## REQUIRED ACTION
Leave out any picture and return the remaining listing below exactly as given.

## EXTRACTED DATA
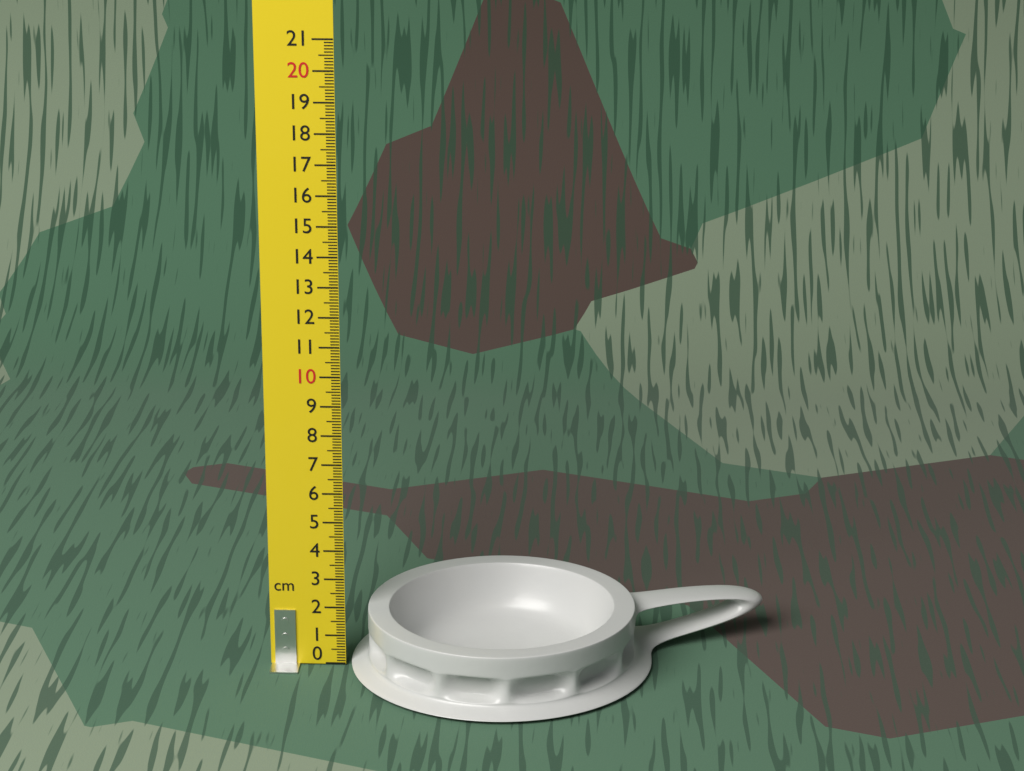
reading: 2.0 cm
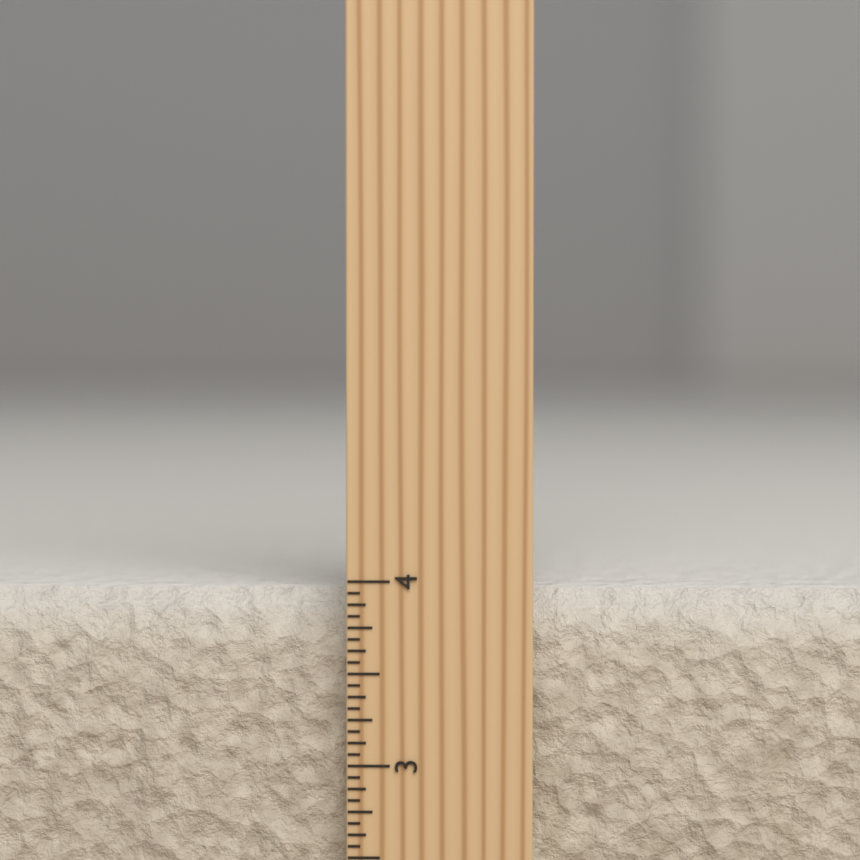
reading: 3.9375 inch
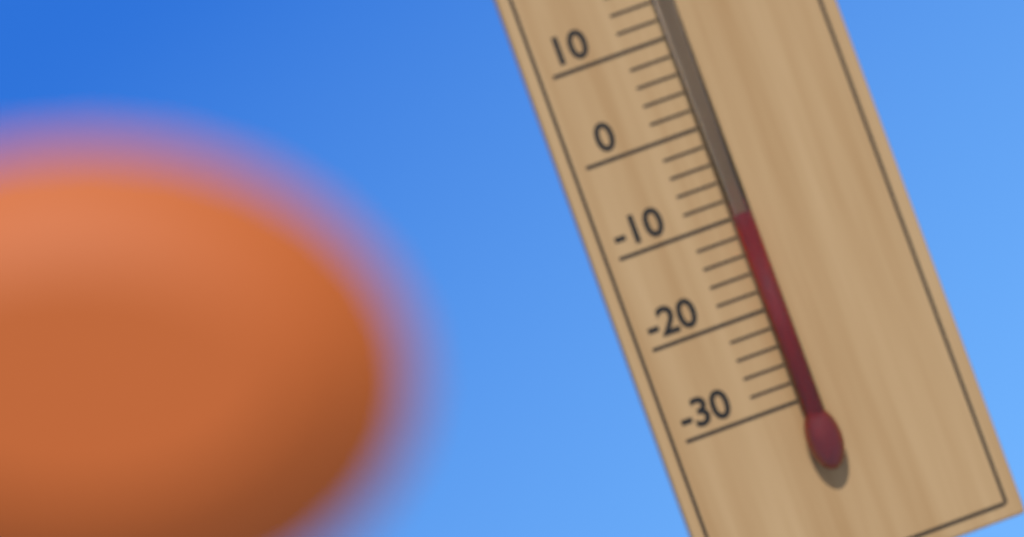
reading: -10 °C
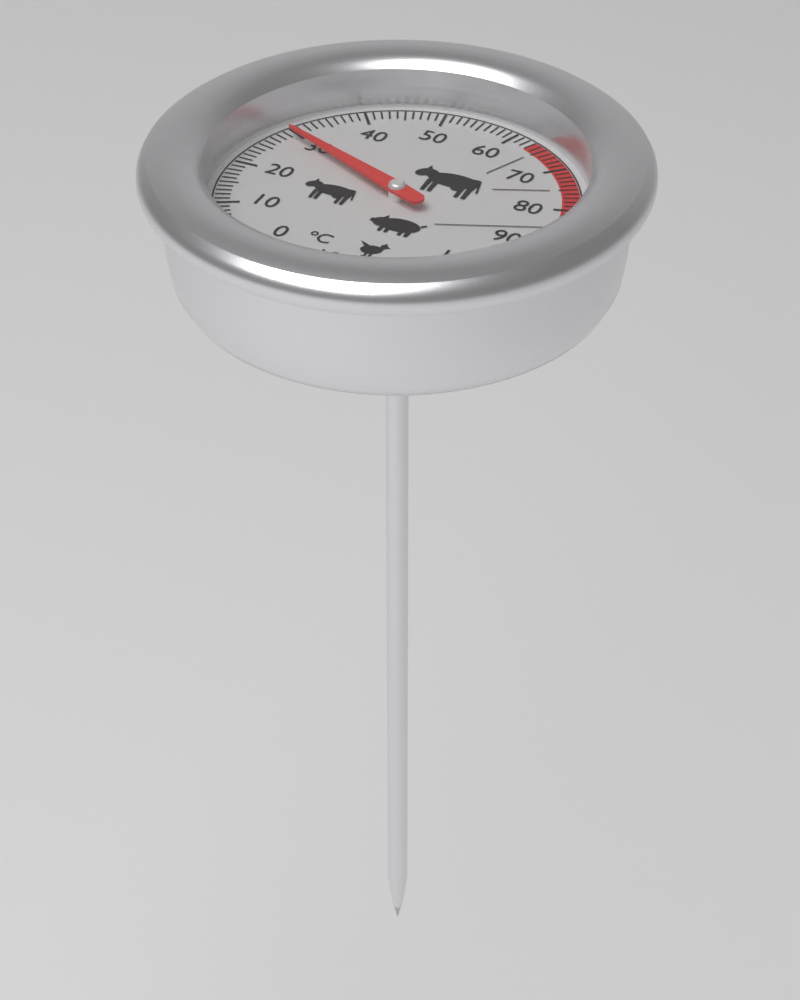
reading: 29 °C
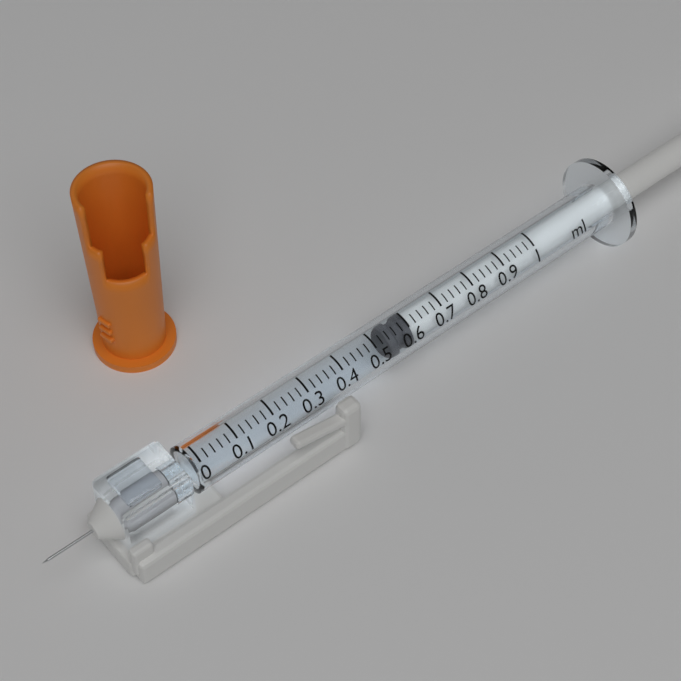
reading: 0.54 ml
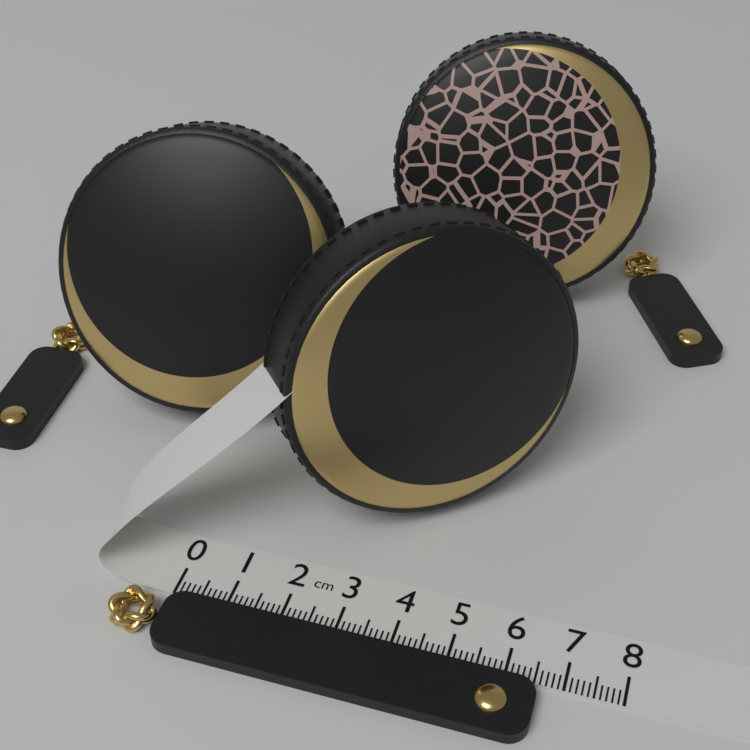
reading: 6.6 cm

## SOLUTION FOR THIS TASK
reading: 2.0 cm
reading: 3.9375 inch
reading: -10 °C
reading: 29 °C
reading: 0.54 ml
reading: 6.6 cm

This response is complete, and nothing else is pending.